What a specialist advisor does differently
A generalist wealth manager sees your carry as a large number in a spreadsheet. A specialist who works with PE partners specifically:
- Models each deal's holding period against the § 1061 cliff and advises deal teams on timing tradeoffs
- Distinguishes your API interests from your capital interests and plans each differently
- Coordinates with fund counsel on co-investment structuring before it's too late to change
- Designs charitable vehicles around anticipated carry events (GRATs, CLATs, DAFs, CRTs — each optimized for different timing/amount profiles)
- Runs multi-year state residency analysis accounting for CA/NY source-income rules, not just day counting
- Integrates carry planning with GP commitment funding, QSBS opportunities, and estate planning — rather than treating them as separate buckets
Related tools and guides
- Carried Interest After-Tax Calculator — model your specific carry under LTCG vs. ordinary rates
- GP Commitment Funding Calculator — model capital call obligations and financing costs
- Private Equity Wealth Planning Guide — QSBS, deferred comp, estate planning for illiquid wealth
- QSBS Planning for PE Professionals — post-OBBBA $15M exclusion, co-invest structuring, stacking strategies
Get your carry modeled by a specialist
Fee-only advisor who works with PE partners specifically.
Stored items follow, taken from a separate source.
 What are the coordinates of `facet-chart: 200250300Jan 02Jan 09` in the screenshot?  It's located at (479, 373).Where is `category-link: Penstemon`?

They'll model your carry, GP commitment, and state tax situation together. Free match, no obligation.
Sources
- IRC § 1061 — Partnership Interests Held in Connection with Performance of Services. Added by TCJA (2017), effective January 1, 2018. Final regulations published January 19, 2021 (T.D. 9945).
- Tax Foundation: 2026 State Income Tax Rates and Brackets. California top rate 13.3% (12.3% + 1% mental health surcharge on income over $1M). No preferential LTCG rate. Values verified April 2026.
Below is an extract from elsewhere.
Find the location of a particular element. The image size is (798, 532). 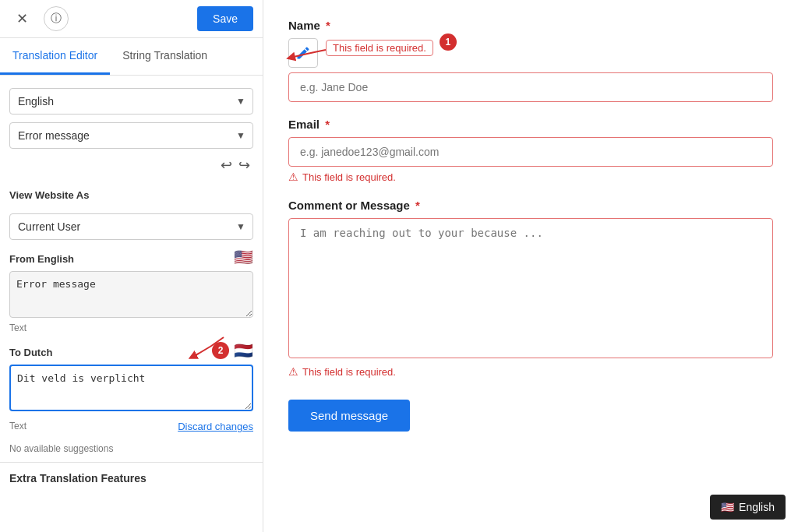

extra-features-label: Extra Translation Features is located at coordinates (131, 478).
- Tax Foundation: 2026 State Income Tax Rates and Brackets. New York State top rate 10.9%; New York City resident surcharge up to 3.876%. NY taxes capital gains as ordinary income. Values verified April 2026.
- IRS Section 1061 Reporting Guidance FAQs. Capital interests (amounts invested at fair market value, same terms as LPs) are generally excluded from API recharacterization under § 1061.
- T.D. 9945: Final regulations under IRC § 1061 (Federal Register, January 19, 2021). Addresses entity-level structures and applicable partnership interest definitions.
Tax values verified as of April 2026. Tax law changes frequently; consult a qualified tax professional before making decisions based on this content.